After declaring that state funding formulas “tend to” fix those little between-district funding equity problems, the report goes on to point out that New Jersey has achieved a strong positive relationship between state and local revenues and child poverty across districts and does acknowledge that other states have not – using Connecticut as an example. Strangely, while Connecticut’s funding distribution is problematic, it is not one of those strongly “regressive” states. [There are plenty of those. There are also those states which essentially spend nothing! and those where fewer than 80% of school aged children even use the public school system. We call those states RttT winners.] Rather, Connecticut suffers a strange randomness in school funding across districts. The report goes on to point out that even if Connecticut were to preemptively (before the pending case goes to trial) solve between-district funding problems, within-district funding problems could thwart any chance of actually solving the state’s equity problems. At the very least, if you’re going to make a claim about a state, take a few minutes to check that the data on that state you pick is at least somewhat consistent with your claim. This brief, flyover section of the report revealed to me a peculiar disregard for precision or accuracy.

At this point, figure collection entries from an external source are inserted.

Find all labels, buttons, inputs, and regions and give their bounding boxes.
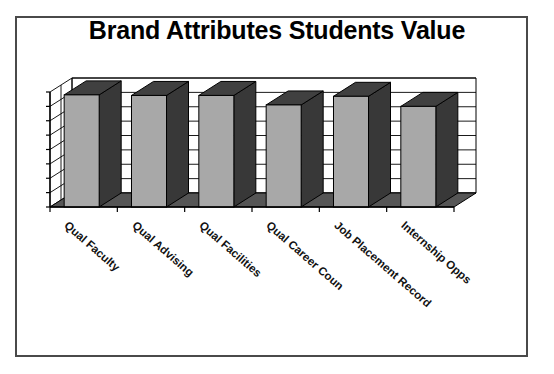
bar-column [401,92,458,207]
bar-column [199,81,256,207]
chart-title: Brand Attributes Students Value [0,16,554,45]
bar-column [333,82,390,207]
bar-column [64,81,121,207]
plot-area [44,76,504,221]
bar-column [266,91,323,207]
bar-chart-3d [44,76,514,226]
bar-column [131,81,188,207]
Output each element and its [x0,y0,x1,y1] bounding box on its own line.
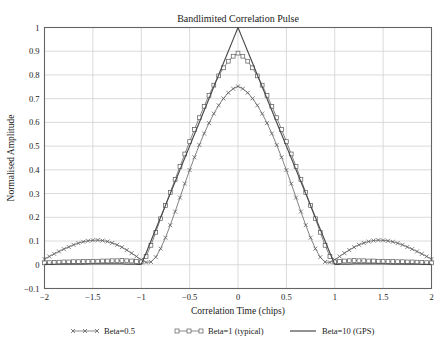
x-tick-label: −1 [137,292,146,302]
legend-item-1: Beta=1 (typical) [175,326,264,336]
x-tick-label: 2 [429,292,433,302]
y-axis-title: Normalised Amplitude [6,115,16,202]
y-tick-label: 0 [35,260,39,270]
x-tick-labels: −2−1.5−1−0.500.511.52 [40,292,434,302]
legend-label: Beta=0.5 [104,326,135,336]
y-tick-label: 0.6 [29,117,40,127]
x-tick-label: −0.5 [182,292,197,302]
y-tick-labels: −0.100.10.20.30.40.50.60.70.80.91 [24,23,40,294]
legend-label: Beta=1 (typical) [208,326,264,336]
y-tick-label: 0.5 [29,141,40,151]
y-tick-label: 0.1 [29,236,40,246]
y-tick-label: 1 [35,23,39,33]
grid-lines [45,28,432,289]
y-tick-label: 0.2 [29,212,40,222]
correlation-pulse-chart: −2−1.5−1−0.500.511.52 −0.100.10.20.30.40… [0,0,448,351]
x-tick-label: −2 [40,292,49,302]
x-tick-label: −1.5 [85,292,100,302]
y-tick-label: 0.8 [29,70,40,80]
y-tick-label: 0.7 [29,94,40,104]
x-tick-label: 0.5 [281,292,292,302]
legend-label: Beta=10 (GPS) [322,326,374,336]
y-tick-label: −0.1 [24,284,39,294]
legend-item-2: Beta=10 (GPS) [290,326,374,336]
legend: Beta=0.5Beta=1 (typical)Beta=10 (GPS) [71,326,374,336]
x-axis-title: Correlation Time (chips) [191,306,285,317]
x-tick-label: 1.5 [378,292,389,302]
x-tick-label: 0 [236,292,240,302]
y-tick-label: 0.9 [29,46,40,56]
y-tick-label: 0.3 [29,189,40,199]
x-tick-label: 1 [333,292,337,302]
legend-item-0: Beta=0.5 [71,326,135,336]
chart-figure: −2−1.5−1−0.500.511.52 −0.100.10.20.30.40… [0,0,448,351]
y-tick-label: 0.4 [29,165,40,175]
chart-title: Bandlimited Correlation Pulse [177,13,299,24]
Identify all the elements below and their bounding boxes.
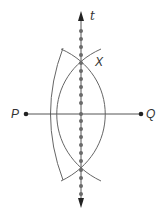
point-q: [139, 112, 144, 117]
label-x: X: [94, 55, 104, 69]
arrow-down-icon: [78, 198, 84, 208]
dots-on-line-t: [79, 29, 83, 196]
construction-diagram: t X P Q: [0, 0, 163, 219]
label-p: P: [11, 107, 19, 121]
label-t: t: [90, 9, 95, 23]
arrow-up-icon: [78, 11, 84, 21]
label-q: Q: [146, 107, 155, 121]
point-p: [24, 112, 29, 117]
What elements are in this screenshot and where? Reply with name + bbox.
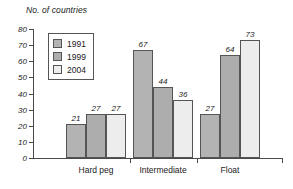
y-axis-tick: [29, 77, 33, 78]
bar: 21: [66, 124, 86, 158]
legend-item: 2004: [53, 63, 86, 76]
bar: 27: [200, 114, 220, 158]
y-axis-tick: [29, 94, 33, 95]
bar: 27: [106, 114, 126, 158]
legend-item: 1999: [53, 50, 86, 63]
y-axis-tick: [29, 142, 33, 143]
chart-legend: 199119992004: [48, 33, 94, 80]
y-axis-line: [33, 29, 34, 158]
x-axis-separator-tick: [282, 158, 283, 163]
x-axis-separator-tick: [197, 158, 198, 163]
bar-value-label: 44: [159, 77, 168, 86]
bar-value-label: 27: [206, 104, 215, 113]
y-axis-tick-label: 60: [18, 57, 27, 66]
y-axis-tick: [29, 110, 33, 111]
legend-item-label: 1991: [67, 39, 86, 49]
y-axis-tick-label: 40: [18, 89, 27, 98]
legend-swatch-icon: [53, 52, 62, 61]
legend-item: 1991: [53, 37, 86, 50]
bar: 73: [240, 40, 260, 158]
x-axis-line: [33, 158, 283, 159]
bar-value-label: 64: [226, 45, 235, 54]
bar-chart: No. of countries 01020304050607080 21272…: [0, 0, 293, 189]
bar: 64: [220, 55, 240, 158]
bar: 44: [153, 87, 173, 158]
bar-value-label: 27: [112, 104, 121, 113]
legend-item-label: 2004: [67, 65, 86, 75]
y-axis-tick-label: 30: [18, 105, 27, 114]
bar: 27: [86, 114, 106, 158]
y-axis-tick: [29, 61, 33, 62]
x-axis-category-label: Intermediate: [139, 165, 186, 175]
bar-value-label: 73: [246, 30, 255, 39]
chart-axis-title: No. of countries: [26, 5, 87, 15]
bar-value-label: 21: [72, 114, 81, 123]
x-axis-category-label: Float: [221, 165, 240, 175]
legend-swatch-icon: [53, 39, 62, 48]
y-axis-tick-label: 20: [18, 121, 27, 130]
y-axis-tick: [29, 126, 33, 127]
bar-value-label: 36: [179, 90, 188, 99]
y-axis-tick: [29, 158, 33, 159]
y-axis-tick-label: 50: [18, 73, 27, 82]
legend-swatch-icon: [53, 65, 62, 74]
bar: 67: [133, 50, 153, 158]
y-axis-tick: [29, 45, 33, 46]
y-axis-tick-label: 0: [23, 154, 27, 163]
x-axis-category-label: Hard peg: [79, 165, 114, 175]
y-axis-tick: [29, 29, 33, 30]
bar-value-label: 67: [139, 40, 148, 49]
bar: 36: [173, 100, 193, 158]
y-axis-tick-label: 70: [18, 41, 27, 50]
x-axis-separator-tick: [130, 158, 131, 163]
bar-value-label: 27: [92, 104, 101, 113]
legend-item-label: 1999: [67, 52, 86, 62]
y-axis-tick-label: 80: [18, 25, 27, 34]
y-axis-tick-label: 10: [18, 137, 27, 146]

I discuss the sorting of children across districts in Connecticut here, pointing out that between district concerns are by far the dominant issue in that state, merely as a function of the patterns of student segregation across districts (not between them!)

After brushing aside the possibility that between-district disparities remain a major concern, the CAP Schmresearch Schmreport goes on to say:

Scandalous inequity in the distribution of resources within school districts has plagued U.S. education for more than a hundred years.

Indeed… scandalous, but those disparities between school districts in states like Illinois could never reach the height of scandalous? I also found no citation to the hundred year old studies that document these disparities, but now I’m just being picky.

The Schmresearch Schmreport also argues in its introduction that:

“empirical literature documenting the extent of within-district inequity is astonishingly thin.”

Yet, as Kevin Welner and I point out, there is actually quite a large volume of research on within-district disparities in schooling resources, including within-district disparities in teaching quality, and some of it – much of the “research” relied on by CAP to construct their argument is empirically problematic (to be kind). There is also a significant body of good empirical research on the topic, notably absent in the Schmresearch Schmreport. (the report cites a few – very few – good studies on teacher quality distribution)

Without a doubt, there exist some truly problematic – perhaps even scandalous disparities in resources across schools within school districts. It is quite possible that Title I funding could be better leveraged to encourage districts to do a better job at improving equity across schools within districts. But it is completely irresponsible and outright ignorant to suggest that between district disparities have already been largely resolved.

Further, it is completely unnecessary to frame the argument in this way, unless CAP has a political motive to blame districts not states and to argue that no more money is actually needed (forcing districts to re-arrange deck chairs without solving between district disparities can be a ‘revenue neutral’ solution. It’s not much of a real solution though). And yes, states can do a better job of providing data systems that allow more precise tracking of within district inequities. But, I should note that many already do a much better job than Reagan Miller suggests. A wealth of information can be found in statewide personnel data systems which link individual teachers to schools.

This is not an either/or issue. It’s not about solving within-district disparities because between-district disparities are solved – been there, done that. Wrong.  Both are persistent problems, more in some places than others, and it’s worth the time and effort to figure out how to leverage all available policy options to figure out how to fix both within and between-district disparities.